A premises owner and a contractor enter into a construction contract, and a third party is injured on the premises of the owner. The fundamental question at issue here is under what circumstances does a duty of care arise between the contractor and the third party?
A federal case was decided in
A gas/service station was remodeling and moving its Subway location. An employee of the service station sued a contractor for “injuries sustained when, during a remodeling of her employer's premises, a door, temporarily removed and stored outside of the construction zone, fell on her because it was stored upright and where, if placed there at all, it should have been laid on its side at an angle.”
The decision walks the reader through an interesting history of duty, contractual obligations, misfeasance and torts. Good stuff, believe you me.
But the best way to explain the court’s thinking in this case was the story it told of an older case. A contract for snow removal services made explicit that the snow removal contractor would "not be responsible for any damage or injury caused by slipping or falling on any pavement surface." But in the course of actually performing the contract the snow plow contractor placed snow "on a portion of the premises when it knew, or should have known or anticipated, that the snow would melt and freeze into ice on the abutting sidewalk, steps, and walkway, thus posing a dangerous and hazardous condition to individuals who traverse those areas." While the snow removal contractor lacked a pre-existing duty to the person who slipped, in contract or otherwise, a duty arose anyway out of the contractor’s acts because it placed plowed snow from the parking lot on an otherwise clean sidewalk.
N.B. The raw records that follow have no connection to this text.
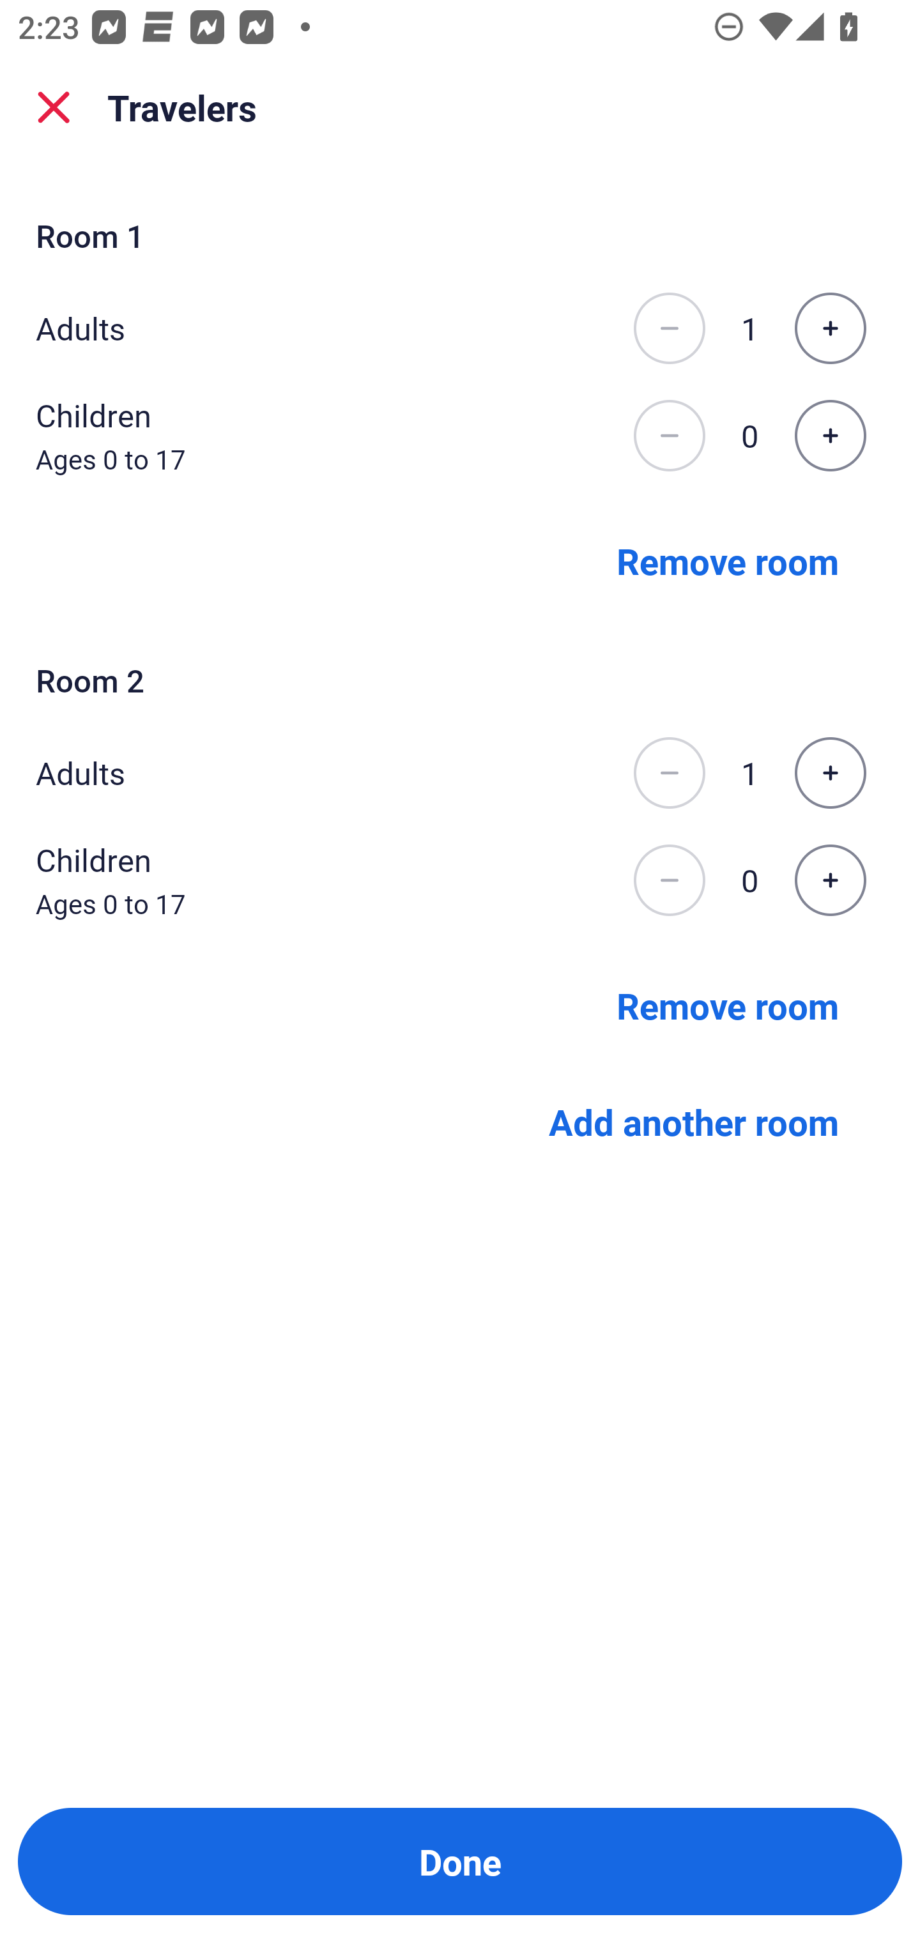 The height and width of the screenshot is (1942, 920). What do you see at coordinates (830, 880) in the screenshot?
I see `Increase the number of children` at bounding box center [830, 880].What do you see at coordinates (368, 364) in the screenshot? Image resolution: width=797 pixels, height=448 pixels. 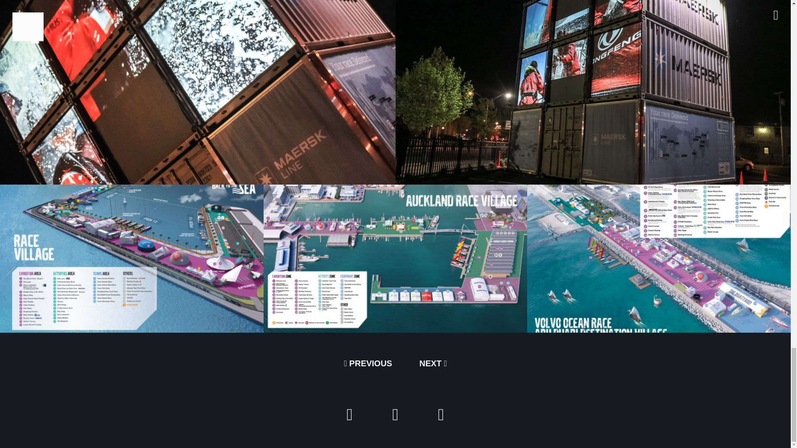 I see `PREVIOUS` at bounding box center [368, 364]. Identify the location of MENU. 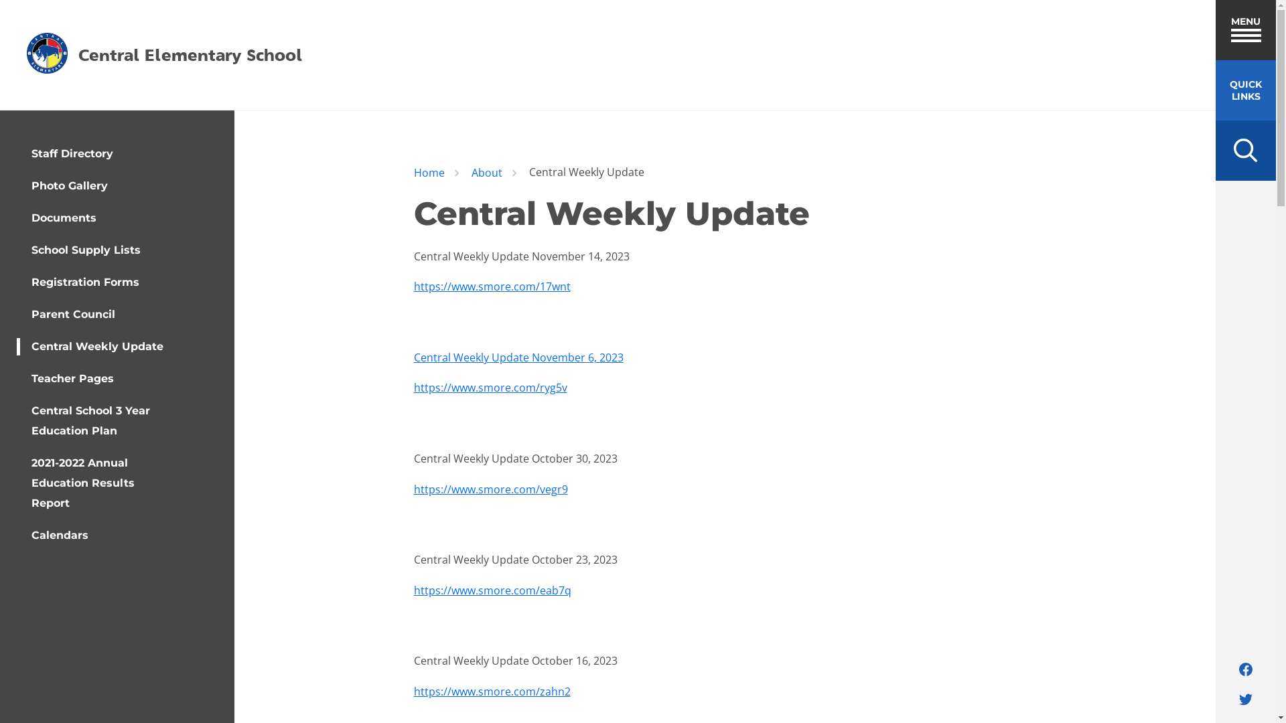
(1246, 30).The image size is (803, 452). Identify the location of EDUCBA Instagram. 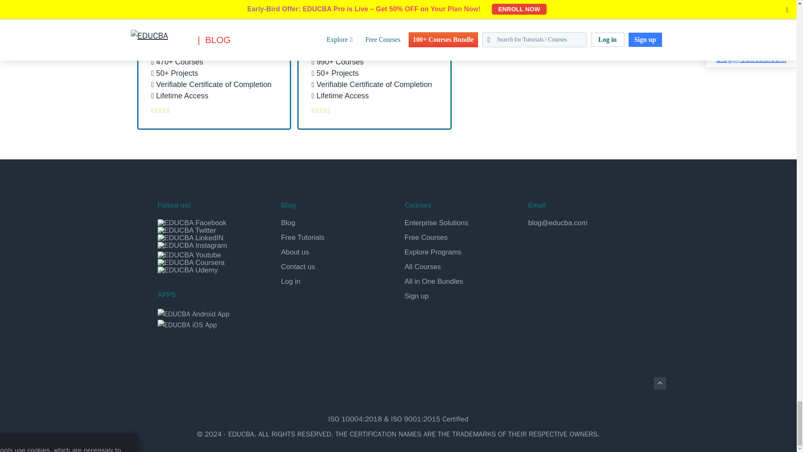
(192, 245).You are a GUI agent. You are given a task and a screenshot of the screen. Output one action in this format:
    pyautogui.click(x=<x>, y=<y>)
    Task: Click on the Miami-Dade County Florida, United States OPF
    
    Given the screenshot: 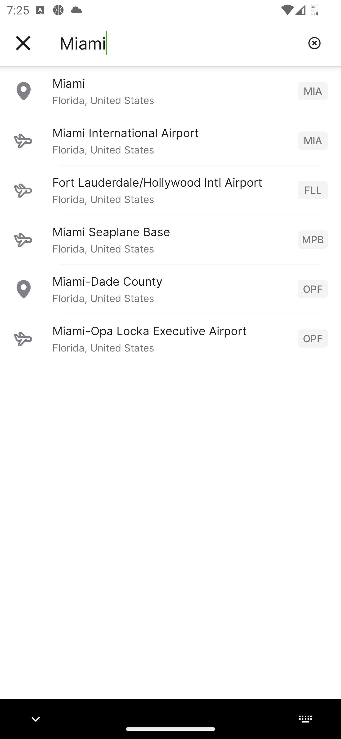 What is the action you would take?
    pyautogui.click(x=170, y=289)
    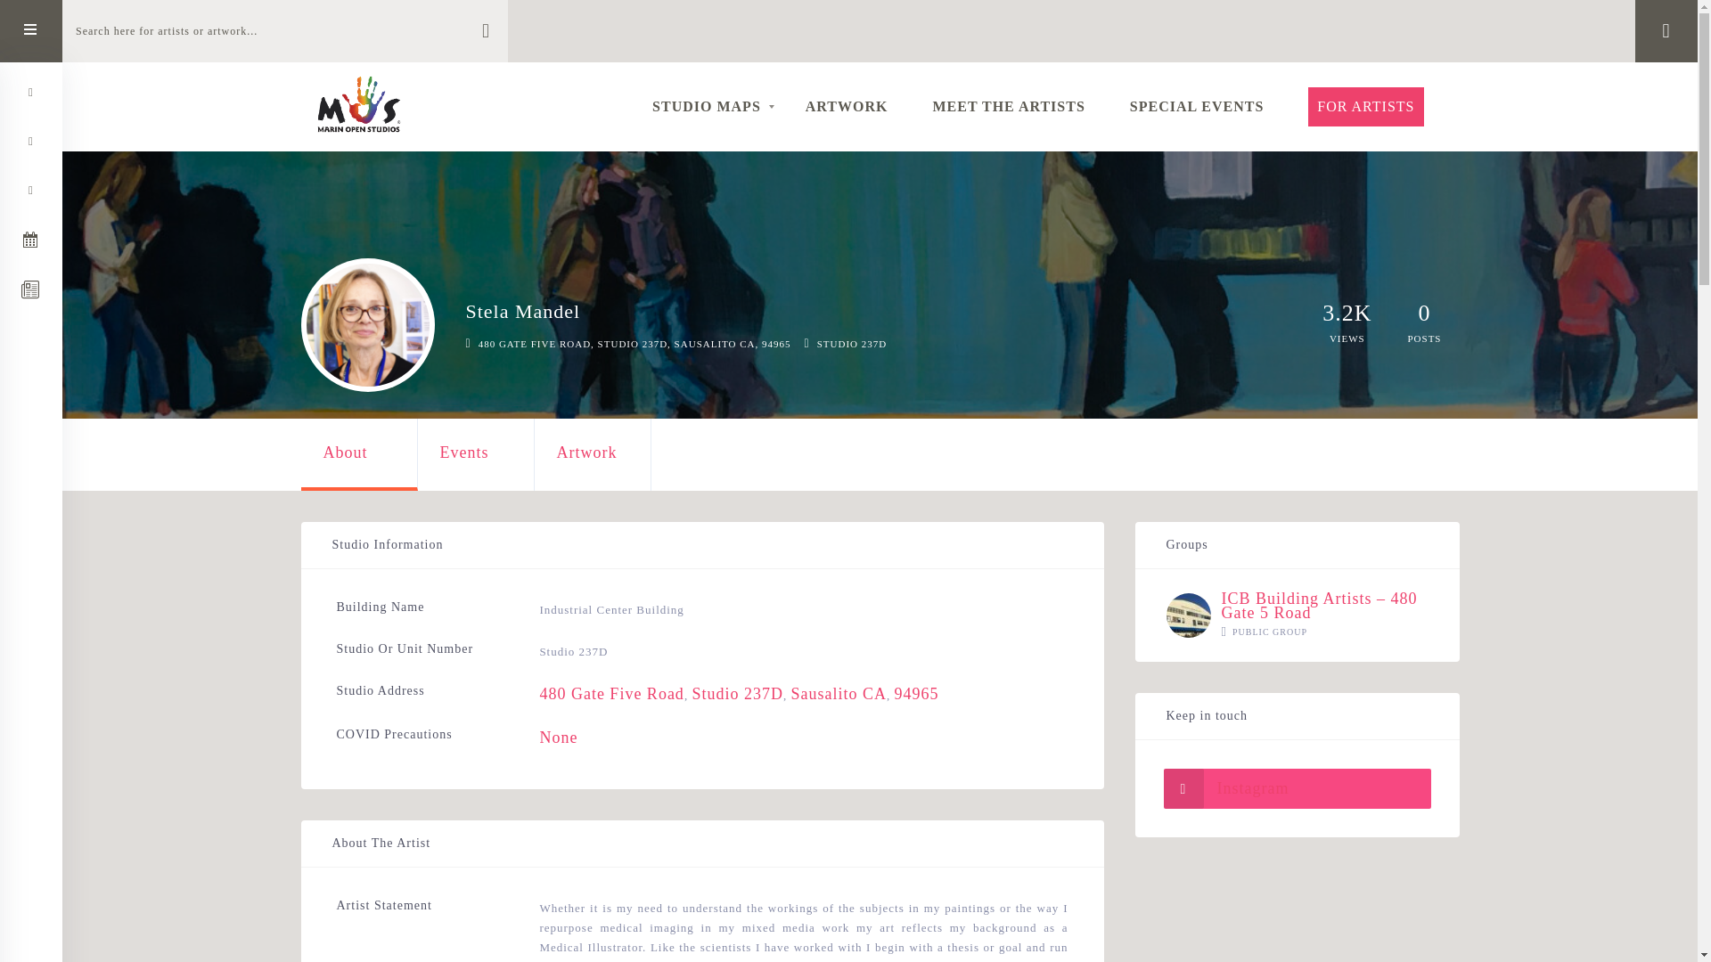 The height and width of the screenshot is (962, 1711). What do you see at coordinates (1196, 107) in the screenshot?
I see `SPECIAL EVENTS` at bounding box center [1196, 107].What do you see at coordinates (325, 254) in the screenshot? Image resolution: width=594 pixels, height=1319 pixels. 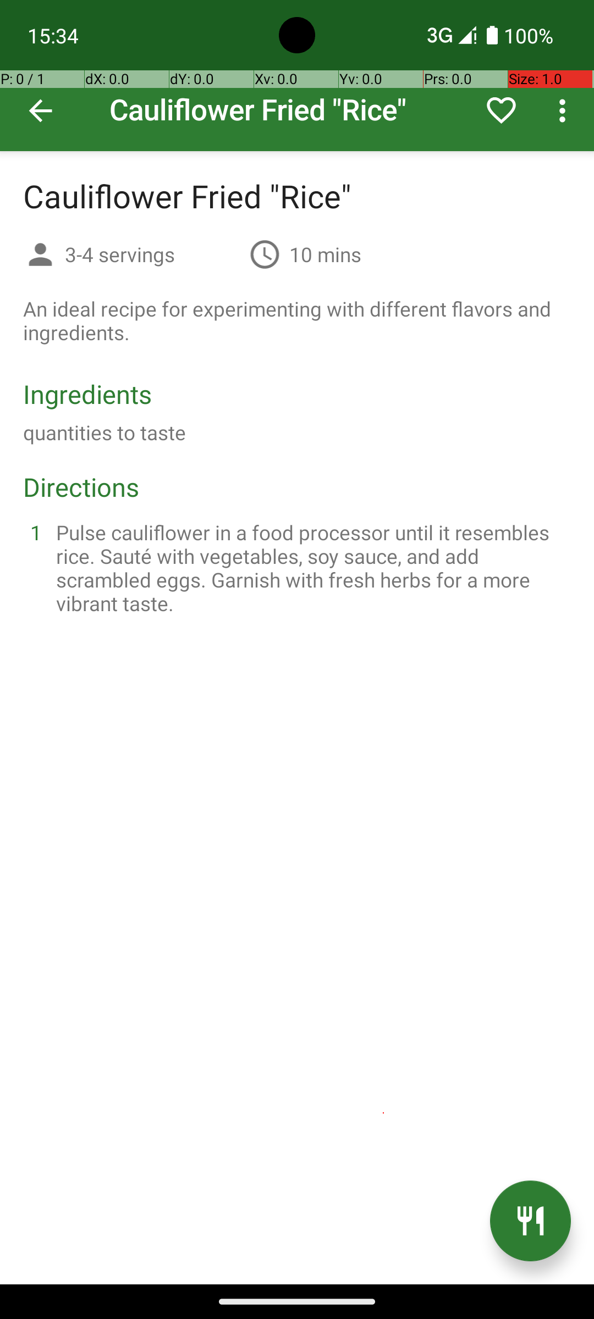 I see `10 mins` at bounding box center [325, 254].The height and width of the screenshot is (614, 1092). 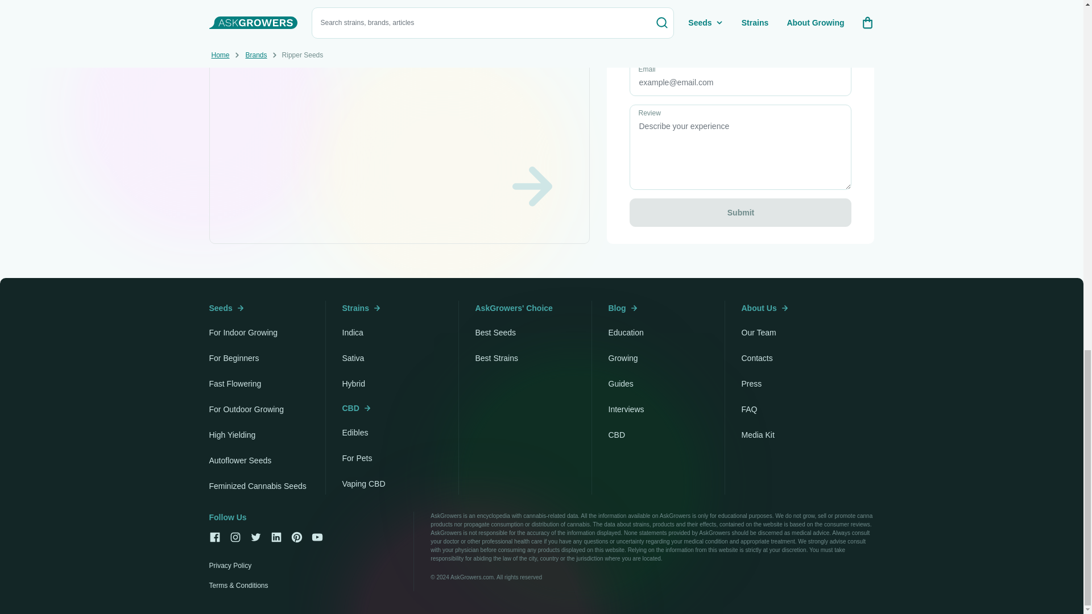 What do you see at coordinates (226, 308) in the screenshot?
I see `Seeds` at bounding box center [226, 308].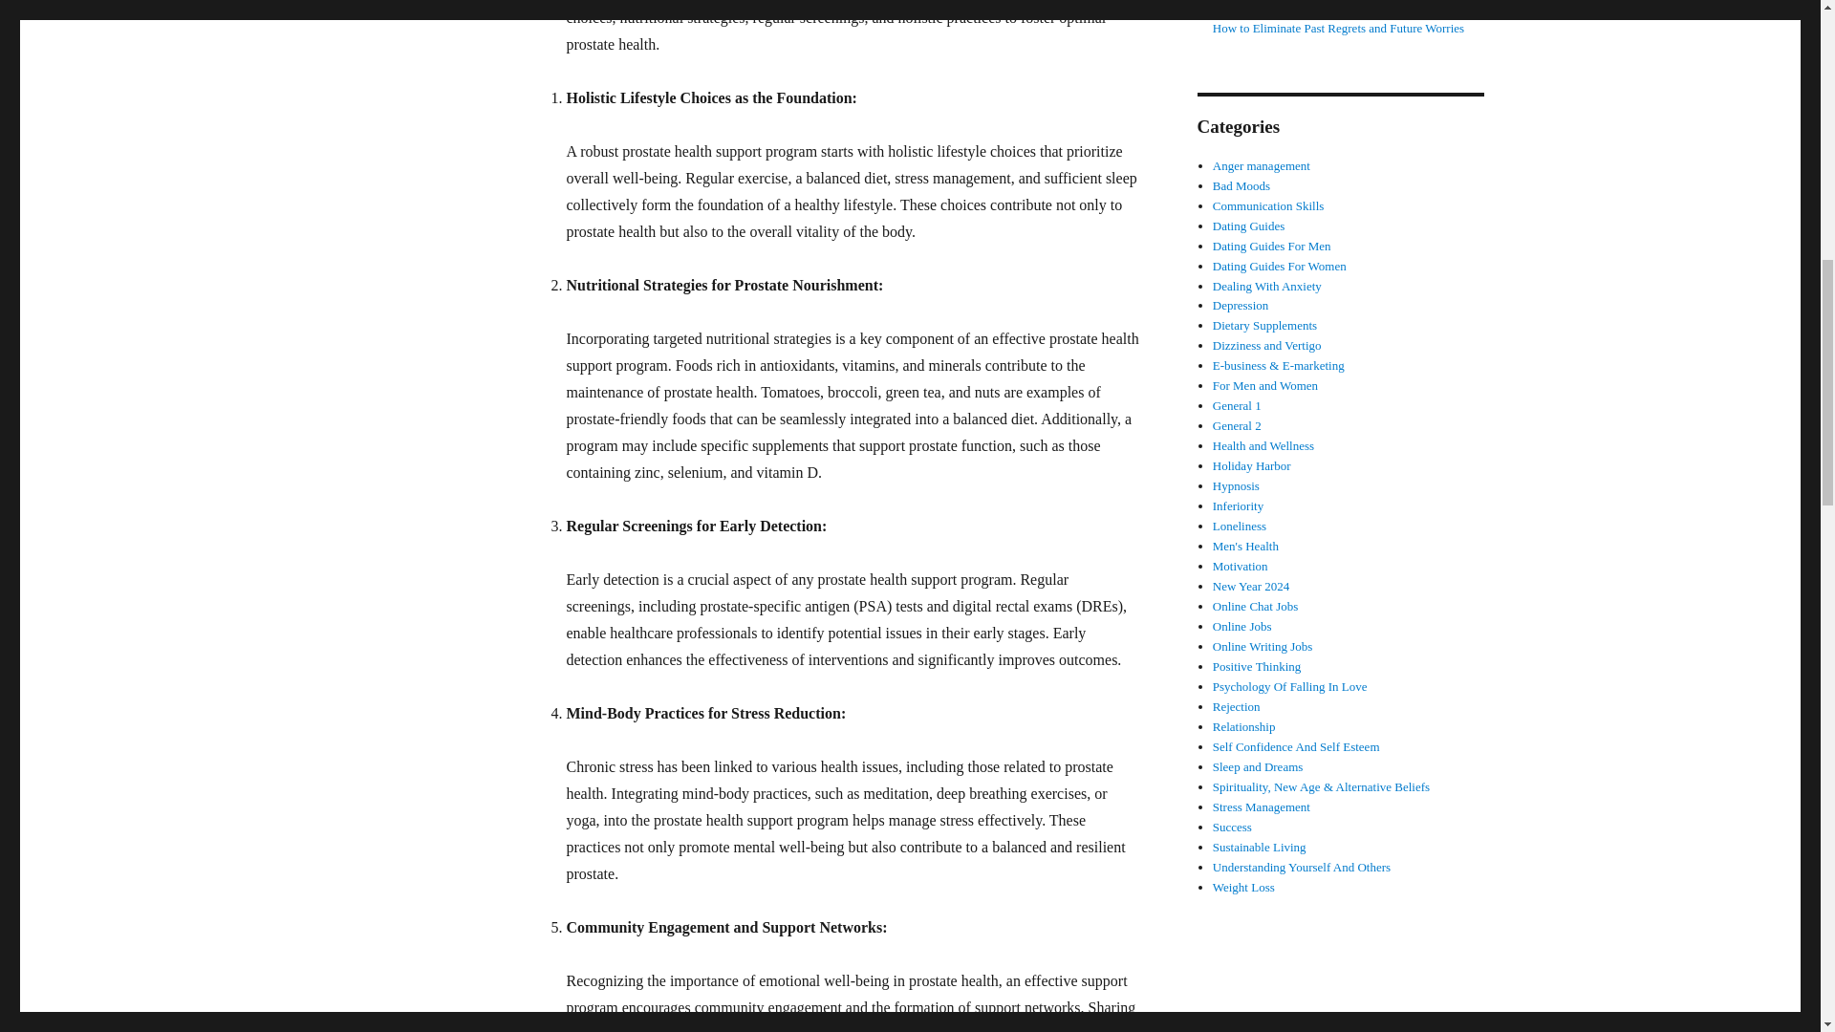  Describe the element at coordinates (1241, 566) in the screenshot. I see `Motivation` at that location.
The snow removal contractor was responsible for creating an unsafe condition where one previously did not exist.
In this Subway case, the contractor removed the door and placed it in an area that it knew was used by the store’s employees. The contractor created the hazard when persons working for it leaned and left the door unsecured in an area outside the construction zone. If one having assumed to act, does so negligently, then liability exists as to a third party for failure of the contractor to exercise care and skill in the performance itself.
Today’s shocking and profound legal insight: if you, as a construction contractor, do something, you have a duty to do it in a safe way.